On Thursday, the First Minister revealed that the Home Office have declined to accept payments from the Scottish Government to cover the £65 it will cost each and every EU national living and working here to apply for settled status to continue to stay and contribute to the life of the NHS and our public services. The Home Office’s official explanation for declining these Scottish banknotes is – essentially – “computer says no”.

The Home Office’s groaning digital infrastructure isn’t accepting third-party payments. This will also block other sympathetic employers from putting their hands in their pockets to back up the residential status of their valued employees. But in the process, the May regime has – yet again – bureaucratically swatted away one of the few welcoming hands which have been extended to EU nationals living and working here since the demon engine of Brexit started spinning and they found their lives and place in our communities in new jeopardy.

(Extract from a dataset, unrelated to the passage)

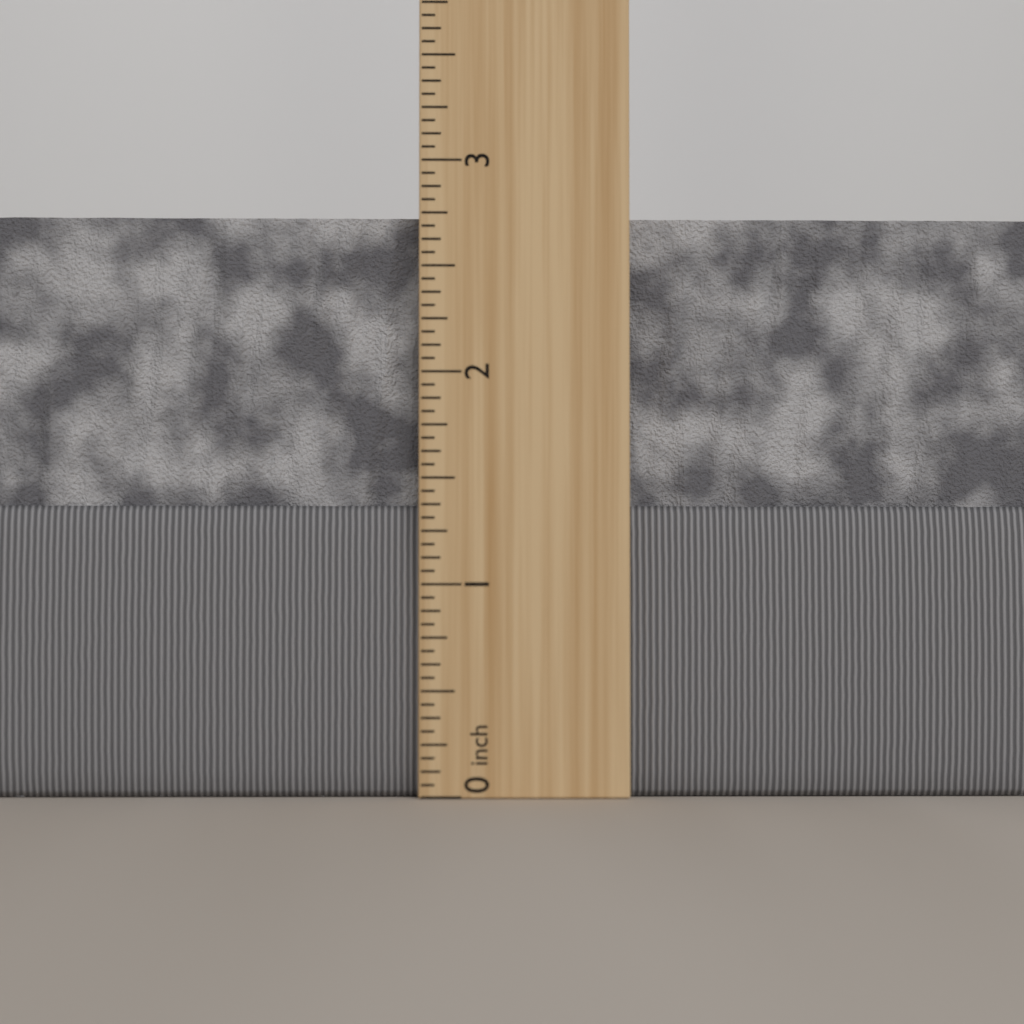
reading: 2.7500 inch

So long as Scotland remains in the UK, however clear and bright Holyrood’s political voice may be, however much we dissent from the ruling orthodoxy in London, it will register barely a whisper in Whitehall, and be heard with barely even polite attention in Westminster. With the Union, we get whatever vision of Brexit Theresa May negotiated, however paltry. We get whatever Brexit the House of Commons majority agrees, however mad.

Here’s an unradical thought: we could do all of this differently. In Ireland, or Denmark, or Norway, those 92 Brexit votes would have meant something. We could take decisions following the values the overwhelming majority of Scots share. But here we sit, in the stalls, watching, shaking our heads – achieving nothing.